Chagos Islanders ‘Will Not Give Up’ Fight to Return Home

The Chagossians pictured here when they visited the archipelago in 2006. Many are still fighting to return to the islands they were evicted from almost 40 years ago. Courtesy: Chagos Refugees Group (CRG).

PORT LOUIS, Feb 20 2014 (IPS) - “The Marine Protected Area (MPA) created around the Chagos archipelago is a new obstacle that the British government has placed in our path to prevent us from going back to our homeland,” claims Olivier Bancoult, leader of the Chagos Refugees Group (CRG).

For the past 40 years, the Chagossians have been fighting to return to their home in Chagos archipelago, a set of 55 islets situated 1,200 km north of the Indian Ocean Island of Mauritius.

They lived there for five generations until the early 1970s when the archipelago was excised from Mauritius by the United Kingdom.
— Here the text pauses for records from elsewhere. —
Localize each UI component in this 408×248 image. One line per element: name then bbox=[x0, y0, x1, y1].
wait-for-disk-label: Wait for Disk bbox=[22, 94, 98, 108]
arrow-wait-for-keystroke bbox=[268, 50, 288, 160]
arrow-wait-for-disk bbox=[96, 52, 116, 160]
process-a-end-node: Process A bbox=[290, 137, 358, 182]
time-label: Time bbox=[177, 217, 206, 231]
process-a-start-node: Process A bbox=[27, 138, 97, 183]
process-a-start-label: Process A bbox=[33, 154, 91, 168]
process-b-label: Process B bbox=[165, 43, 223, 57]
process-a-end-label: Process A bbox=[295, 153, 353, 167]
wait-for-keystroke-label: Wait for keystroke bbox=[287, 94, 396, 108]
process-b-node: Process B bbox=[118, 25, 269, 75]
The Chagossians were evicted and the archipelago now forms part of the British Indian Ocean Territory (BIOT).

How the Chagossians lost their archipelago

The U.K., which was the colonial power in the region at the time, granted Mauritius independence in 1968, but kept control of the archipelago and evicted the Chagossians.
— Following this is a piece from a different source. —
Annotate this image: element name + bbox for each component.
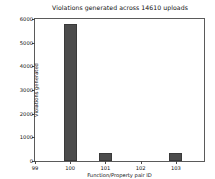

An island, Diego Garcia, on the archipelago was leased to the United States for 50 years as a military base.

The lease agreement between the U.K. and U.S. ends in 2016, however, it comes up for negotiation this year.
 However, the Chagossians feel that the 2010 creation of the MPA, which does not allow for human settlement on the Chagos archipelago or travel there unless one is in possession of a permit from the U.K. government, prevents their resettlement.

“We’ll not give up,” Bancoult tells IPS as he prepares for a new legal battle against the British government, which will be heard by the High Court of Justice in London on Mar. 30.

Bancoult was four when he and his mother, Rita, came to Mauritius. In 1983 he created the CRG to defend the rights of his community and over the years the organisation has staged numerous public demonstrations and hunger strikes.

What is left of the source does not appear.